Southgate, for his part, had made his own concession to nostalgia by starting a right-footer at left-back, just for old times’ sake. And as the game began to slow to Croatia’s pace, as England began to wilt a little at the edges, Southgate seemed to be stuck in his own 2018 time warp, a slow death of slow passing and predictable movement. Perhaps it was fitting, then, that the man to break England free of the past was one of their newest players.

This time last year Kalvin Phillips was a virtual unknown playing in the Championship with Leeds. But Southgate had already spotted something there: not simply a willing engine and a sound technical base but that rarest of qualities in the English midfielder. Unlike many players who like time and space on the ball – and instinctively, who doesn’t? – Phillips seems to prefer it when the midfield is packed to suffocation, when the breath is hot on his neck, when the margins are at their finest and the tackles are snapping in from all directions.

Related: England 1-0 Croatia: Euro 2020 – as it happened

Phillips does not have the passing range of a Jordan Henderson or the immaculate reading of a Declan Rice or the effortless class of a Jude Bellingham. But in the most congested area of the pitch, he demands the ball and gets the ball and almost always does something useful with it.

The less time you give him, the more he seems to enjoy it. He is brilliant at finding the little pockets of space that turn a simple passing move into a dangerous attack. And thus it was here, just before the hour, as he surged into the right channel to latch on to Walker’s pass.

England’s Kalvin Phillips beats Croatia’s Josko Gvardiol before laying on the pass to Raheem Sterling from which he scored England’s winning goal.
England’s Kalvin Phillips beats Croatia’s Josko Gvardiol before laying on the pass to Raheem Sterling from which he scored England’s winning goal. Photograph: Tom Jenkins/The Guardian

In the space of a couple of a seconds, Phillips had turned, ridden one challenge and slid Raheem Sterling in for the only goal of the game. It was a goal of infinitesimal margins: the exact run and the exact pass and the exact finish all aligned.
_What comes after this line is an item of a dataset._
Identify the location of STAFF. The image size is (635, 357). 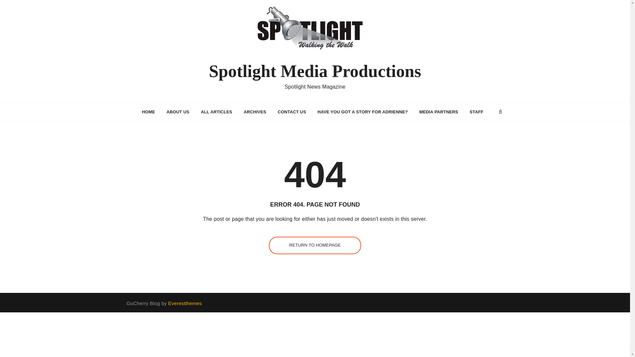
(476, 112).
And during these 90 inspired minutes, Phillips offered something new and hopeful: a vision of English midfield play based not on Hollywood passes or bloody head bandages or 30-yard screamers, but on quiet, restless excellence.

England seemed to creep into Russia almost apologetically. As if they were spurned lovers at our door asking us to give them another chance. The subtext to this tournament has been quite different. This is a team surer of itself, more confident in its own skin, less contingent on our approval on and off the field.

How many times have we seen England choke under this sort of spotlight: bewildered, distracted, lost in the noise? Here, instead they outran and outpassed a very good Croatia side who were supposed to overwhelm them in midfield. And they did it with an unheralded midfielder inspired by the teachings of Marcelo Bielsa. Maybe, just maybe, this time won’t be like the others.